My purpose is to tell you about the use of the voice for effective communication.
The voice is an extraordinary instrument to communicate with everyone.
When we are born, we have at our disposal 88 keys but no one teaches us how to use our "piano". We must therefore study to better use our voice. The voice is not only the sound; you have to work the whole body.
We are ultimately animals and we must learn to make differences in order to communicate feelings. Words and sounds are different things but sounds also express concepts.
From my point of view, the sounds come before the words: "as I must say, I can say".
When we have to give a lecture or in any interview, we always think first "what should I say, but never how should I say". The voice is most often for us a current of air which comes from the lungs and passes through the vocal cords" to become the voice.
The voice has four characteristics:
- its duration (slow or fast),
- its intensity (this is the volume),
- its pitch (octaves),
- its timbre (difference between the voices of each)
I can work on these 4 characteristics.
Generally knowing the what (what I'm going to say), I have to focus on the like (how I'm going to say it).
For example, I can say "I love you" because I know what love is, but the way I say it makes the difference.
If I work on like, I can achieve effective communication .

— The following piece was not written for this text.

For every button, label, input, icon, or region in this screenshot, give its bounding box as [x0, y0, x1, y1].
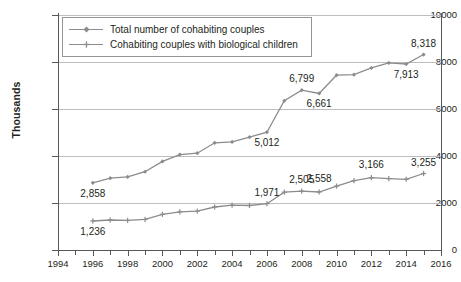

Other parameters are also important:
- The tonic accent to highlight a word, the word communication for example in the presentation that I am making
- The pause: we must speak slowly to be better understood
- The change of color: if we speak for ten minutes in a monotonous tone, that is to say with the voice of the same color, the audience quickly falls asleep
- The cadence: we do not speak with the same cadence all the time
Everyone can do more to make better use of their voice while working every day. This can be done in the theater but also with a teacher. The exercises must be daily; they last a week, two weeks, a month......because it is difficult to get results. I advise taking a book, reading slowly, taking breaks, using tonic accents and working and reworking each morning in this direction. This is the guarantee of substantial progress.